In today’s post-conventional world, there’s often a value placed on integration — on finding some way to integrate any perspectives, desires, or requests that show up. Few of our readers need explanation of the value in this capacity to integrate. Yet every value is just one side of a polarity, so where is the place for saying “no” — clearly, confidently, and autocratically? Consciously not integrating certain perspectives, desires, or requests can be useful as well, especially when done not from a lack of capacity to integrate or a lack of understanding its value, but because drawing a boundary best serves in the specific context.
In addition to the capacity to integrate, the capacity to consciously draw and hold boundaries is a key skill for any organization to grow and stabilize — yet it’s often unappreciated, especially by those on the outside of the boundary. I’m often asked how this “saying no” aligns with the integrative focus in Holacracy — wouldn’t an organization running with Holacracy and its “Integrative Decision-Making process” naturally find a way to say “yes” to requests, or to incorporate any input or tensions those in the world around it wish integrated? My answer, in a word: “No”.
Holacracy at its core is about generating organizational clarity using an integrative process, and then acting consciously from that clarity without integrating everything. Let’s explore both of these further:
Generating clarity means defining boundaries. In our biological world all life starts with a boundary, to contain energy and differentiate an entity from the world around it — every cell has a membrane, every animal a skin. In fact, the key development that enabled the first living cells to form in our pre-biotic soup is believed to have been the formation of a lipid membrane — a bubble — which created an inside separate from its outside. Boundaries are about as fundamental a phenomenon as we can find — with each word we use and each thought we hold, we are drawing boundaries to let something take shape from the underlying undifferentiated sea of reality.
Likewise, a healthy organization requires clear boundaries to differentiate itself from the world around it. Holacracy uses Governance Meetings with a highly integrative process to define the structures and authorities needed — with clear boundaries around each — for the organization to achieve its purpose. As a result, an organization using Holacracy well will have clear Roles (the cells of the organization), clear Circles (its organs), and a clear overall Scope (its skin). And when that clarity doesn’t yet exist or when it needs to evolve, there’s a continual and highly integrative process for processing those tensions.
This level of clarity means that when a message of some sort arrives, whether internally or from our outside world, we know exactly who will process it, in what Role, with what authority, in what context, and for what purpose. Inputs can thus be processed consciously, quickly, and often autocratically by the person filling the relevant Role, without relying on painful consensus-seeking group meetings to make decisions — a key symptom of lack of clarity.
And sometimes the individual filling the relevant Role concludes that some perspectives, desires, or requests are not necessary to the organization’s purpose to integrate at that point in time. Because the organizational structure itself was arrived at through a highly integrative process, it is now much easier for that individual to consciously, confidently, clearly, and autocratically say “no” — to honor the boundaries needed for the organization to thrive, rather than devolving into consensus. The job of any membrane is to protect an inside from the influence of the outside; to take in that which can be used, eject the waste, and hold the rest at bay.
So, the goal of Holacracy is not to say “yes” to every idea or request that surfaces, either internally or from the outside world. Rather, the goal is to consciously process everything, with clarity on when to integrate and when to autocratically make the best decision one person can for the organization, whether “yes”, “no”, or otherwise. And sometimes this means making a decision that leaves someone else’s perspective or desire on the outside of a boundary — but at least those decisions will be made consciously and clearly, from our best understanding of how to unfold the organization’s purpose.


--- HOW TO COMPLETE THIS TASK ---
The entries are to be duplicated exactly, with nothing left out.

(EXTRACTED ENTRIES Opens)

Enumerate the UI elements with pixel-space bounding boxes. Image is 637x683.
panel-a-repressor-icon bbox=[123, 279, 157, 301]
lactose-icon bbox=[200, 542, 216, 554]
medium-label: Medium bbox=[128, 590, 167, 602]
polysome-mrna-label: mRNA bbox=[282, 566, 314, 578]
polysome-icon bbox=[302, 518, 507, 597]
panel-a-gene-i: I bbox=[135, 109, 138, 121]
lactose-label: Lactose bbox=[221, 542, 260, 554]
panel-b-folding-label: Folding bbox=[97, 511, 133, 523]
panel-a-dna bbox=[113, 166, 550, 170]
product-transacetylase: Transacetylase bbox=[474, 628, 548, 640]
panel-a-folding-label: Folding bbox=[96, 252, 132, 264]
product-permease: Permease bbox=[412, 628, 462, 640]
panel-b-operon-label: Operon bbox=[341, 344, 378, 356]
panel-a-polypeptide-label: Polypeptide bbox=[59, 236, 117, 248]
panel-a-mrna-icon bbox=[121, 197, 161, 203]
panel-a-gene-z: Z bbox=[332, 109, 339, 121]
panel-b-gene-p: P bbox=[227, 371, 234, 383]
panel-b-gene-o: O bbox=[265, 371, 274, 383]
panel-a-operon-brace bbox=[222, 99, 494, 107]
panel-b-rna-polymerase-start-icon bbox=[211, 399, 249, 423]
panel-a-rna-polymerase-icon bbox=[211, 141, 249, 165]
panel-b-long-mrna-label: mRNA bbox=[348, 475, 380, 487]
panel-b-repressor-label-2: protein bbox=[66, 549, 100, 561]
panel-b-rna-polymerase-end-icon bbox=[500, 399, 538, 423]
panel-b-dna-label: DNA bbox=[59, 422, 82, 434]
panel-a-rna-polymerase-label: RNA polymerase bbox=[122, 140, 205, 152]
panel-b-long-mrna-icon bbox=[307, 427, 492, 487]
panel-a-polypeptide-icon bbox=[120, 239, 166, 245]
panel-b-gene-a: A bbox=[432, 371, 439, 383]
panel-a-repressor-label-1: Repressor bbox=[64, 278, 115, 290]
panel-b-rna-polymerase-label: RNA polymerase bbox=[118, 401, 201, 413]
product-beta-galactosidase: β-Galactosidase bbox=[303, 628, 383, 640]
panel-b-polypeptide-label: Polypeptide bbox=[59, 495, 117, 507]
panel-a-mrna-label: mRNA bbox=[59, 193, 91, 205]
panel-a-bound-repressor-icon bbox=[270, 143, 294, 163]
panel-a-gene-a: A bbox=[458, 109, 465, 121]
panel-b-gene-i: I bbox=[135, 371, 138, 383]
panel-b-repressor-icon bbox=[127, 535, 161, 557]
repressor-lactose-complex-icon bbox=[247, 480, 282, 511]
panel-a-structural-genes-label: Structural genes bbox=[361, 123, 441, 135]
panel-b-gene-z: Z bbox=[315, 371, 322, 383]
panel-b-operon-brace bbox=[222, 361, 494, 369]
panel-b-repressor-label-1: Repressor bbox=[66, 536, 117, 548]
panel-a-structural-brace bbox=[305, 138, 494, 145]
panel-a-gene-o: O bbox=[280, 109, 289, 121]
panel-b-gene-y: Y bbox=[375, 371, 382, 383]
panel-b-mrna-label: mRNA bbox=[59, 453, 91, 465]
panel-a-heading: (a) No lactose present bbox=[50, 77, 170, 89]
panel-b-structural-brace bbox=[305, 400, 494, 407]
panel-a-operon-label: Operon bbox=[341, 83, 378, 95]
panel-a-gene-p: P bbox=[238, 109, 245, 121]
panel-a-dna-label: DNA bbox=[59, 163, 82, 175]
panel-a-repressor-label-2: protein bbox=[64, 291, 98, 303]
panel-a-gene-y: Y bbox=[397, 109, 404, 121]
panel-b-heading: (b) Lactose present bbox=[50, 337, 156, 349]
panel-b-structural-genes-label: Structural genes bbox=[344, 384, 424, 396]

(EXTRACTED ENTRIES Closes)

--- TASK RESULT ---
Enumerate the UI elements with pixel-space bounding boxes. Image is 637x683.
panel-a-repressor-icon bbox=[123, 279, 157, 301]
lactose-icon bbox=[200, 542, 216, 554]
medium-label: Medium bbox=[128, 590, 167, 602]
polysome-mrna-label: mRNA bbox=[282, 566, 314, 578]
polysome-icon bbox=[302, 518, 507, 597]
panel-a-gene-i: I bbox=[135, 109, 138, 121]
lactose-label: Lactose bbox=[221, 542, 260, 554]
panel-b-folding-label: Folding bbox=[97, 511, 133, 523]
panel-a-dna bbox=[113, 166, 550, 170]
product-transacetylase: Transacetylase bbox=[474, 628, 548, 640]
panel-a-folding-label: Folding bbox=[96, 252, 132, 264]
product-permease: Permease bbox=[412, 628, 462, 640]
panel-b-operon-label: Operon bbox=[341, 344, 378, 356]
panel-a-polypeptide-label: Polypeptide bbox=[59, 236, 117, 248]
panel-a-mrna-icon bbox=[121, 197, 161, 203]
panel-a-gene-z: Z bbox=[332, 109, 339, 121]
panel-b-gene-p: P bbox=[227, 371, 234, 383]
panel-b-gene-o: O bbox=[265, 371, 274, 383]
panel-a-operon-brace bbox=[222, 99, 494, 107]
panel-b-rna-polymerase-start-icon bbox=[211, 399, 249, 423]
panel-a-rna-polymerase-icon bbox=[211, 141, 249, 165]
panel-b-long-mrna-label: mRNA bbox=[348, 475, 380, 487]
panel-b-repressor-label-2: protein bbox=[66, 549, 100, 561]
panel-b-rna-polymerase-end-icon bbox=[500, 399, 538, 423]
panel-b-dna-label: DNA bbox=[59, 422, 82, 434]
panel-a-rna-polymerase-label: RNA polymerase bbox=[122, 140, 205, 152]
panel-b-long-mrna-icon bbox=[307, 427, 492, 487]
panel-a-polypeptide-icon bbox=[120, 239, 166, 245]
panel-b-gene-a: A bbox=[432, 371, 439, 383]
panel-a-repressor-label-1: Repressor bbox=[64, 278, 115, 290]
panel-b-rna-polymerase-label: RNA polymerase bbox=[118, 401, 201, 413]
product-beta-galactosidase: β-Galactosidase bbox=[303, 628, 383, 640]
panel-b-polypeptide-label: Polypeptide bbox=[59, 495, 117, 507]
panel-a-mrna-label: mRNA bbox=[59, 193, 91, 205]
panel-a-bound-repressor-icon bbox=[270, 143, 294, 163]
panel-a-gene-a: A bbox=[458, 109, 465, 121]
panel-b-gene-i: I bbox=[135, 371, 138, 383]
panel-b-repressor-icon bbox=[127, 535, 161, 557]
repressor-lactose-complex-icon bbox=[247, 480, 282, 511]
panel-a-structural-genes-label: Structural genes bbox=[361, 123, 441, 135]
panel-b-gene-z: Z bbox=[315, 371, 322, 383]
panel-b-operon-brace bbox=[222, 361, 494, 369]
panel-b-repressor-label-1: Repressor bbox=[66, 536, 117, 548]
panel-a-structural-brace bbox=[305, 138, 494, 145]
panel-a-gene-o: O bbox=[280, 109, 289, 121]
panel-b-gene-y: Y bbox=[375, 371, 382, 383]
panel-b-mrna-label: mRNA bbox=[59, 453, 91, 465]
panel-a-heading: (a) No lactose present bbox=[50, 77, 170, 89]
panel-b-structural-brace bbox=[305, 400, 494, 407]
panel-a-operon-label: Operon bbox=[341, 83, 378, 95]
panel-a-gene-p: P bbox=[238, 109, 245, 121]
panel-a-dna-label: DNA bbox=[59, 163, 82, 175]
panel-a-repressor-label-2: protein bbox=[64, 291, 98, 303]
panel-a-gene-y: Y bbox=[397, 109, 404, 121]
panel-b-heading: (b) Lactose present bbox=[50, 337, 156, 349]
panel-b-structural-genes-label: Structural genes bbox=[344, 384, 424, 396]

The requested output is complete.